The eyes regarding her so steadily were of a clear grey, with cold blue lights like one of the icy mountain brooks in sunlight and in shadow. The head was covered with tossed, brown curls and the face was a lovely little mask.
Caught under one arm, but held closely to her side, was an enormous striped cat, apparently the victor of many hard-fought battles, if one could judge from the number of scars it carried. One ear was half torn away, and across its particularly evil and sinister face was a broad white welt where the fur refused to grow. Its eyes glowered with a fierce and baleful light.
"Oh, Angel," wailed her mother, "don't let that beast loose. What did you mean by bringing him in here? He's half a coon cat, and likely to tear our eyes out."
"What's his name, dear?" asked Frances, although shrinking slightly from him herself.
"Lambie," replied the child gravely.
Her mother burst into her little hysterical, shrill laugh. "He looks like a lamb, don't he?"
"He catches rabbits and chipmunks," said the child, "wif these." She pressed one of the cat's paws until his long, curving claws shot out, "and wif these." She pushed back his lip, disclosing the pointed, carnivorous teeth. The animal, resenting such treatment, snarled and struggled to be free. Angel, holding him fast, laughed, and Frances, hearing that cold, gay, irresponsible ripple, thought again of mountain streams. Lambie, however, continued to snarl and struggle.
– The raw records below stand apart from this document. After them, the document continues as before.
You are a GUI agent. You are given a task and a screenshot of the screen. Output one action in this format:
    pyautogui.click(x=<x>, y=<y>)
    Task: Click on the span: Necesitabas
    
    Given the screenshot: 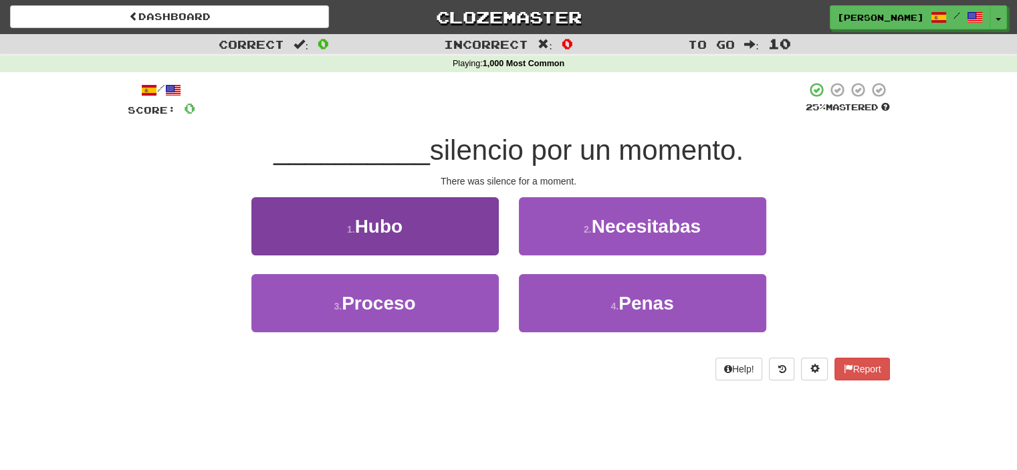 What is the action you would take?
    pyautogui.click(x=646, y=226)
    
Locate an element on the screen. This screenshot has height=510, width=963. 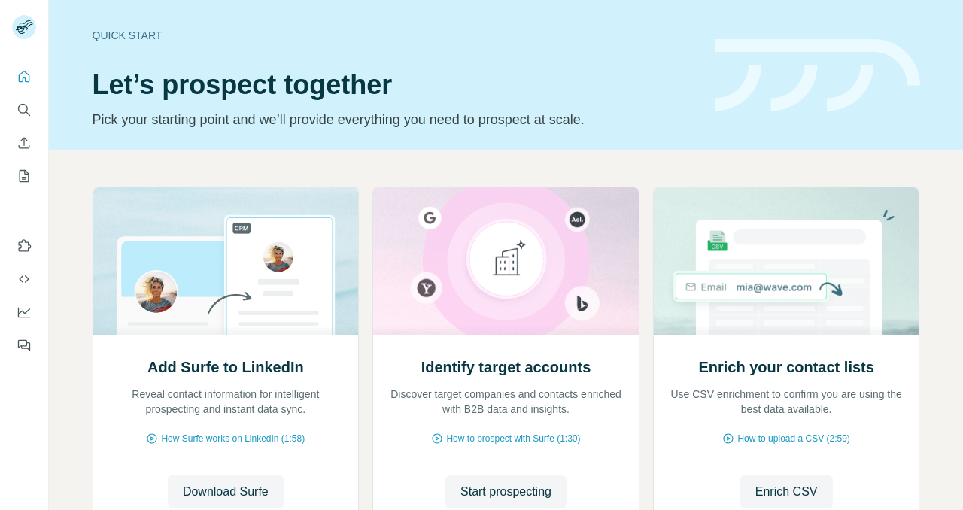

"Shut up!" said Angel, rapping him smartly over the head, "shut up, or I'll break your damn neck."
"Oh, Angel, how you talk!" expostulated Lutie. "And you're in your bare feet again. We can't keep shoes and stockings on her, even in winter," she complained. "And look at your new dress! That dress cost fifty dollars. Now what's happened to your arm?"
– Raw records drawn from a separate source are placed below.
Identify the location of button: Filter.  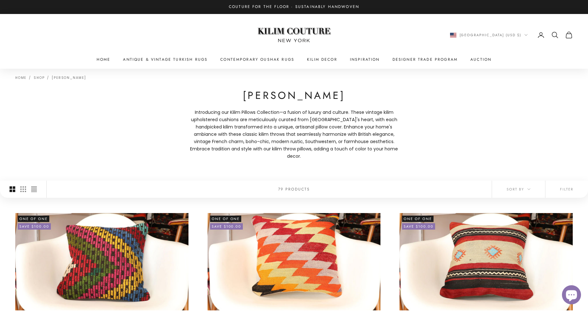
(567, 189).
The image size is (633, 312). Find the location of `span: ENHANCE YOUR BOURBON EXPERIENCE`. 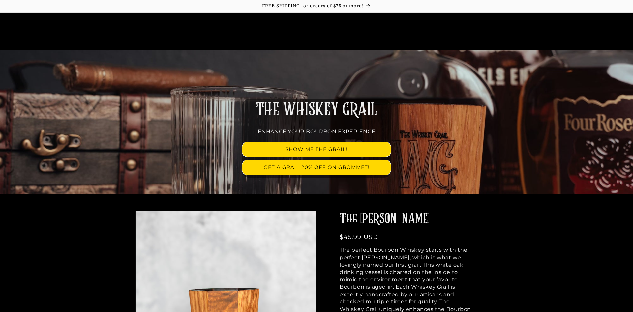

span: ENHANCE YOUR BOURBON EXPERIENCE is located at coordinates (317, 132).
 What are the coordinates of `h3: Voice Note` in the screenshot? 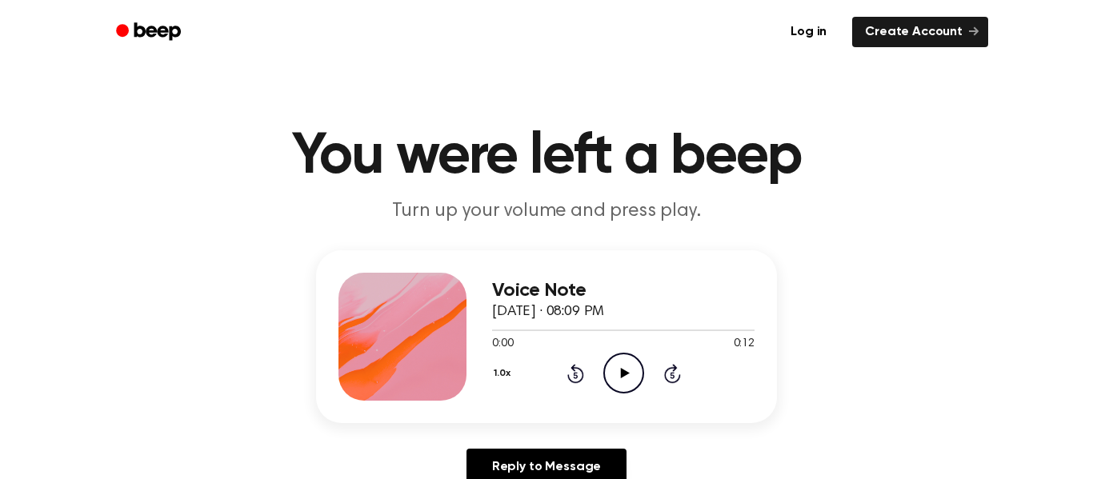 It's located at (623, 291).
Angel looked indifferently at the torn little arm where the blood had scarcely dried. "Lambie scatched it," she explained to Frances. "He catched a rabbit, a live one. It was pretty, and I wanted it; so we fighted for it. I got it." She caught the cat up and held it as if it were a baby, looking triumphantly down into its blinking, evil eyes.
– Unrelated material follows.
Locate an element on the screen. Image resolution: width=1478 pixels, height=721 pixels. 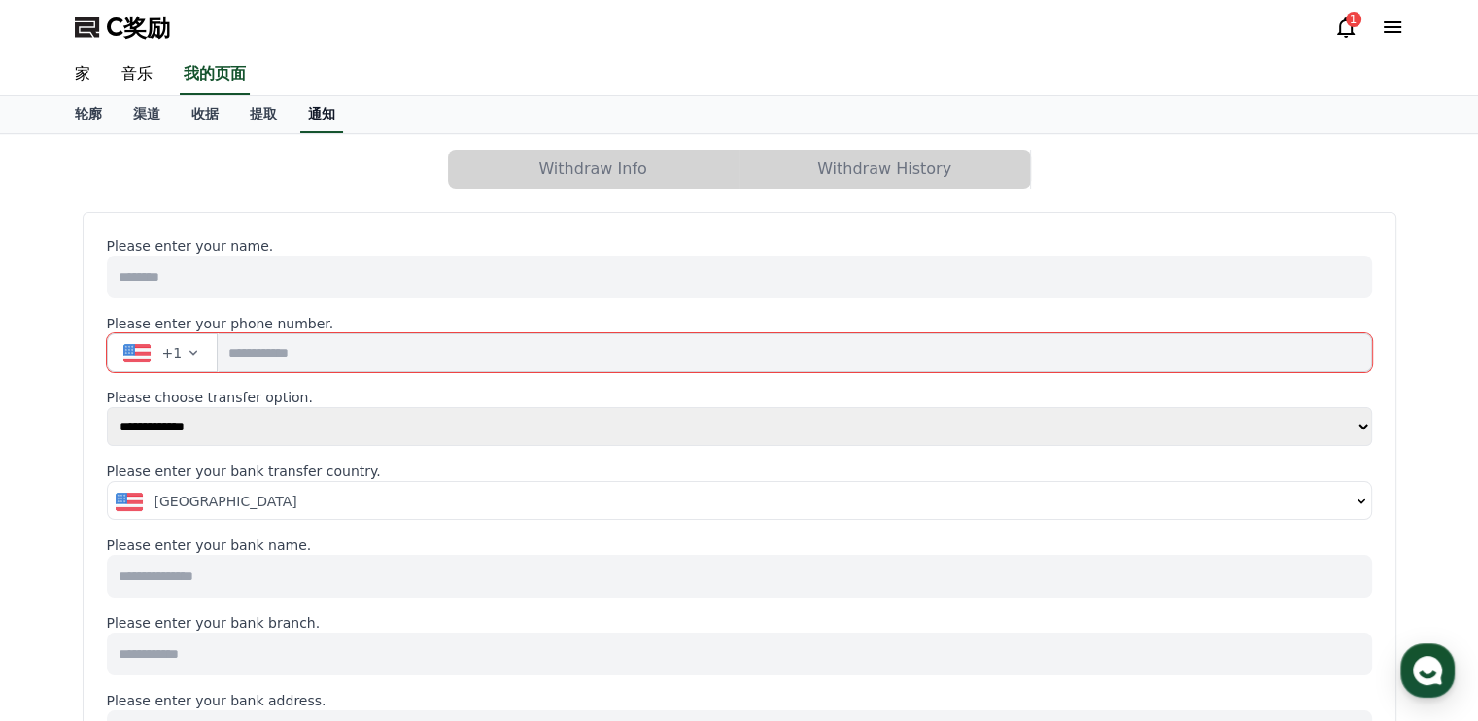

"Isn't she awful?" mourned Lutie. "Do put the beast out, Angel."
The child walked to the door, opened it, and threw Lambie out unceremoniously.
"Won't you shake hands with me?" asked Frances, rising to go and extending her hand.
But Angel made no response.
"She won't touch anybody," said her mother. "She'll hug her animals all day, but she won't even kiss Walt or me, and Walt would be awful fond of her if she'd let him. She ain't his, you know. My second husband was her father. Sometimes I kiss her when she's asleep; that's the only chance I get, and then you should see her toss and frown."
Frances looked down at the beautiful, unsmiling little face.
"What did you do with the rabbit Lambie caught?" she asked curiously.
"I let him go," said Angel laconically. "I get him again if I wants him."
"She will, too," affirmed Lutie. "Oh, she's awful queer. Say, Miss Benson, won't you come and see me again? I get so darned lonesome I don't know what to do. Ethel comes sometimes, and Mis' Nitschkan drops in every once in a while. I like that old pirate. She makes me laugh; and Landvetter, she brings her knitting once in so often; but Mis' Evans, never! Not she. She's awful proud, you know, and I don't sport no gay, gold wedding ring; but you'll come, won't you?"
Her voice had grown so weak that it was almost inaudible; the colour had risen on her cheeks, and she pressed her hand to her chest as if the mere effort to breathe distressed her.
"Yes," said Frances, filled with compassion; "yes, I'll come whenever you want me. Good-night."